Bamshad M, Fraley A E, Crawford M H, Cann R L, Busi B R, Naidu J M, Jorde L B
Department of Pediatrics, Health Sciences Center, University of Utah, Salt Lake City 84132, USA.
Hum Biol. 1996 Feb;68(1):1-28.
Various anthropological analyses have documented extensive regional variation among populations on the subcontinent of India using morphological, protein, blood group, and nuclear DNA polymorphisms. These patterns are the product of complex population structure (genetic drift, gene flow) and a population history noted for numerous branching events. As a result, the interpretation of relationships among caste populations of South India and between Indians and continental populations remains controversial. The Hindu caste system is a general model of genetic differentiation among endogamous populations stratified by social forces (e.g., religion and occupation). The mitochondrial DNA (mtDNA) molecule has unique properties that facilitate the exploration of population structure. We analyzed 36 Hindu men born in Andhra Pradesh who were unrelated matrilineally through at least 3 generations and who represent 4 caste populations: Brahmin (9), Yadava (10), Kapu (7), and Relli (10). Individuals from Africa (36), Asia (36), and Europe (36) were sampled for comparison. A 200-base-pair segment of hypervariable segment 2 (HVS2) of the mtDNA control region was sequenced in all individuals. In the Indian castes 25 distinct haplotypes are identified. Aside from the Cambridge reference sequence, only two haplotypes are shared between caste populations. Middle castes form a highly supported cluster in a neighbor-joining network. Mean nucleotide diversity within each caste is 0.015, 0.012, 0.011, and 0.012 for the Brahmin, Yadava, Kapu, and Relli, respectively. mtDNA variation is highly structured between castes (GST = 0.17; p < 0.002). The effects of social structure on mtDNA variation are much greater than those on variation measured by traditional markers. Explanations for this discordance include (1) the higher resolving power of mtDNA, (2) sex-dependent gene flow, (3) differences in male and female effective population sizes, and (4) elements of the kinship structure. Thirty distinct haplotypes are found in Africans, 17 in Asians, and 13 in Europeans. Mean nucleotide diversity is 0.019, 0.014, 0.009, and 0.007 for Africans, Indians, Asians, and Europeans, respectively. These populations are highly structured geographically (GST = 0.15; p < 0.001). The caste populations of Andhra Pradesh cluster more often with Africans than with Asians or Europeans. This is suggestive of admixture with African populations.
各种人类学分析通过形态学、蛋白质、血型和核DNA多态性记录了印度次大陆人群之间广泛的区域差异。这些模式是复杂种群结构(遗传漂变、基因流动)以及以众多分支事件为特征的种群历史的产物。因此,对南印度种姓人群之间以及印度人与大陆人群之间关系的解读仍存在争议。印度教种姓制度是由社会力量(如宗教和职业)分层的内婚制人群之间遗传分化的一般模式。线粒体DNA(mtDNA)分子具有独特的特性,便于探索种群结构。我们分析了36名出生在安得拉邦的印度教男性,他们至少三代母系无血缘关系,代表4个种姓人群:婆罗门(9人)、雅达瓦(10人)、卡普(7人)和雷利(10人)。抽取了来自非洲(36人)、亚洲(36人)和欧洲(36人)的个体作为对照。对所有个体的mtDNA控制区高变区2(HVS2)的一段200个碱基对的片段进行了测序。在印度种姓人群中鉴定出25种不同的单倍型。除了剑桥参考序列外,种姓人群之间仅共享两种单倍型。在邻接网络中,中等种姓形成了一个高度支持的聚类。婆罗门、雅达瓦、卡普和雷利每个种姓内的平均核苷酸多样性分别为0.015、0.012、0.011和0.012。种姓之间的mtDNA变异具有高度的结构化(GST = 0.17;p < 0.002)。社会结构对mtDNA变异的影响远大于对传统标记所测变异的影响。这种不一致的解释包括:(1)mtDNA的分辨能力更高;(2)性别依赖性基因流动;(3)男性和女性有效种群大小的差异;(4)亲属结构因素。在非洲人中发现了30种不同的单倍型,亚洲人中有17种,欧洲人中有13种。非洲人、印度人、亚洲人和欧洲人的平均核苷酸多样性分别为0.019、0.014、0.009和0.007。这些人群在地理上具有高度的结构化(GST = 0.15;p < 0.001)。安得拉邦的种姓人群与非洲人聚类的频率高于与亚洲人或欧洲人。这表明与非洲人群存在混合。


## Your instructions:
Every entry should be reproduced precisely, with each picture left out.

(Entries taken from a collection)

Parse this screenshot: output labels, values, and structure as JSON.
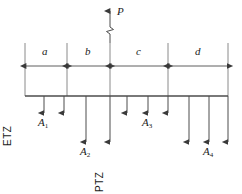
{
  "figure": {
    "type": "structural-beam-load-diagram",
    "stroke_color": "#4d4d4d",
    "text_color": "#1a1a1a",
    "background": "#ffffff"
  },
  "applied_load": {
    "label": "P",
    "direction": "up",
    "icon": "up-arrow-icon",
    "break_symbol": "line-break-symbol"
  },
  "dimensions": {
    "segments": [
      {
        "label": "a",
        "x_start": 25,
        "x_end": 67
      },
      {
        "label": "b",
        "x_start": 67,
        "x_end": 110
      },
      {
        "label": "c",
        "x_start": 110,
        "x_end": 168
      },
      {
        "label": "d",
        "x_start": 168,
        "x_end": 228
      }
    ]
  },
  "zones": [
    {
      "label": "ETZ",
      "orientation": "vertical"
    },
    {
      "label": "PTZ",
      "orientation": "vertical"
    }
  ],
  "loads": [
    {
      "label": "A1",
      "base": "A",
      "sub": "1",
      "x": 44
    },
    {
      "label": "A2",
      "base": "A",
      "sub": "2",
      "x": 86
    },
    {
      "label": "A3",
      "base": "A",
      "sub": "3",
      "x": 148
    },
    {
      "label": "A4",
      "base": "A",
      "sub": "4",
      "x": 209
    }
  ],
  "load_arrows": {
    "short": [
      44,
      64,
      127,
      148,
      168
    ],
    "long": [
      86,
      110,
      189,
      209,
      228
    ]
  }
}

## Task solution:
Parse this screenshot: output labels, values, and structure as JSON.
{
  "figure": {
    "type": "structural-beam-load-diagram",
    "stroke_color": "#4d4d4d",
    "text_color": "#1a1a1a",
    "background": "#ffffff"
  },
  "applied_load": {
    "label": "P",
    "direction": "up",
    "icon": "up-arrow-icon",
    "break_symbol": "line-break-symbol"
  },
  "dimensions": {
    "segments": [
      {
        "label": "a",
        "x_start": 25,
        "x_end": 67
      },
      {
        "label": "b",
        "x_start": 67,
        "x_end": 110
      },
      {
        "label": "c",
        "x_start": 110,
        "x_end": 168
      },
      {
        "label": "d",
        "x_start": 168,
        "x_end": 228
      }
    ]
  },
  "zones": [
    {
      "label": "ETZ",
      "orientation": "vertical"
    },
    {
      "label": "PTZ",
      "orientation": "vertical"
    }
  ],
  "loads": [
    {
      "label": "A1",
      "base": "A",
      "sub": "1",
      "x": 44
    },
    {
      "label": "A2",
      "base": "A",
      "sub": "2",
      "x": 86
    },
    {
      "label": "A3",
      "base": "A",
      "sub": "3",
      "x": 148
    },
    {
      "label": "A4",
      "base": "A",
      "sub": "4",
      "x": 209
    }
  ],
  "load_arrows": {
    "short": [
      44,
      64,
      127,
      148,
      168
    ],
    "long": [
      86,
      110,
      189,
      209,
      228
    ]
  }
}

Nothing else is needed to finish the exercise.